Kudos for a really interesting area of inquiry! You are investigating the nature of language revealing what is happening in the mind that led to uttering it, and how this impacts our relationship to LLM-generated text. It comes from either no mind, or from a whole new kind of mind, depending on how you look at it, and it’s interesting how that affects how language works and how we should engage with it.
Some parts of the article depend on which form of LLM utterance we are talking about. It’s true, as the article states, if you take a Google search AI help, then there is no way to ask more questions. Each assertion is a one-off utterance that is not necessarily connected to any larger conversation. (Though don’t put anything past Google’s engineering!)
There are other ways to use an LLM, though, in particular chat mode. With chat mode, a conversation thread is accumulated with both your and the LLM’s statements. When you use an LLM in this mode, then the later statements do reflect the earlier ones, much like a dialog between two humans. Also, if you used this mode in a court room, it would be possible to cross-examine the AI and ask it more questions.

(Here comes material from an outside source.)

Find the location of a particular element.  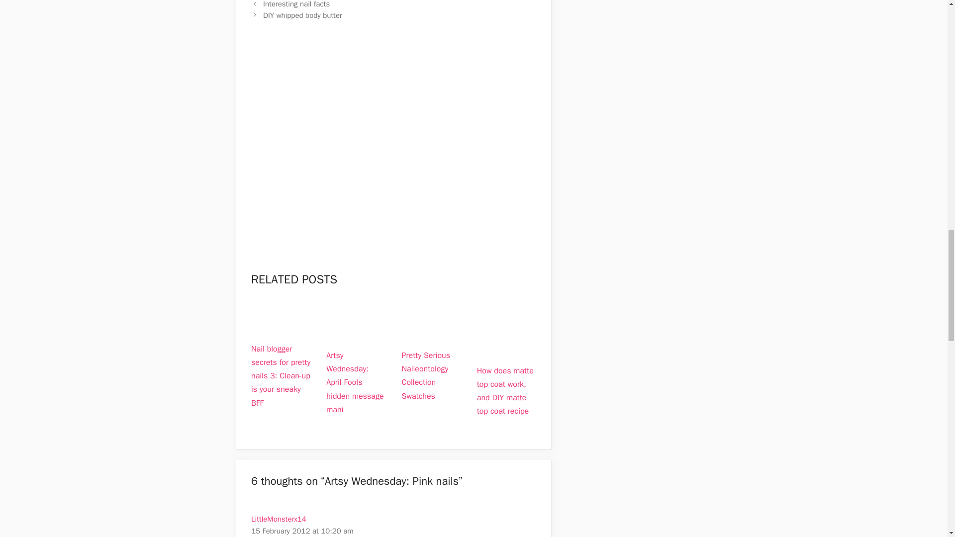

Interestingly, an AI chat can be cloned, so someone who wanted to could develop the perfect line of questions to ask the AI. This is very different from interrogating a human, where you only get one shot at asking questions to the real person. This leads to something else that’s very dangerous for a courtroom: you can practice easking qusetions to an AI until you get what you want, and then delete all your practice attempts for no one to ever see again. You can even have a separate AI drive the process and look for ways to trick the first AI into saying something you would like it to say.
A similar thing is happening on social media. We each get a miniscule fraction of all the things that anyone is uttering to each other. The messages that do get through the filter are often very interesting and convincing, but they’ve been cherry picked to be just that way. You shouldn’t use that process for anything you care about, and I suppose you should be careful about certain kinds of AI responses in the future.
Kudos for a really interesting area of inquiry! You are investigating the nature of language revealing what is happening in the mind that led to uttering it, and how this impacts our relationship to LLM-generated text. It comes from either no mind, or from a whole new kind of mind, depending on how you look at it, and it’s interesting how that affects how language works and how we should engage with it.
Some parts of the article depend on which form of LLM utterance we are talking about. It’s true, as the article states, if you take a Google search AI help, then there is no way to ask more questions. Each assertion is a one-off utterance that is not necessarily connected to any larger conversation. (Though don’t put anything past Google’s engineering!)
There are other ways to use an LLM, though, in particular chat mode. With chat mode, a conversation thread is accumulated with both your and the LLM’s statements. When you use an LLM in this mode, then the later statements do reflect the earlier ones, much like a dialog between two humans. Also, if you used this mode in a court room, it would be possible to cross-examine the AI and ask it more questions.
Interestingly, an AI chat can be cloned, so someone who wanted to could develop the perfect line of questions to ask the AI. This is very different from interrogating a human, where you only get one shot at asking questions to the real person. This leads to something else that’s very dangerous for a courtroom: you can practice easking qusetions to an AI until you get what you want, and then delete all your practice attempts for no one to ever see again. You can even have a separate AI drive the process and look for ways to trick the first AI into saying something you would like it to say.
A similar thing is happening on social media. We each get a miniscule fraction of all the things that anyone is uttering to each other. The messages that do get through the filter are often very interesting and convincing, but they’ve been cherry picked to be just that way. You shouldn’t use that process for anything you care about, and I suppose you should be careful about certain kinds of AI responses in the future.
Is this LLM-generated? My eyes glazed over in about 3 seconds.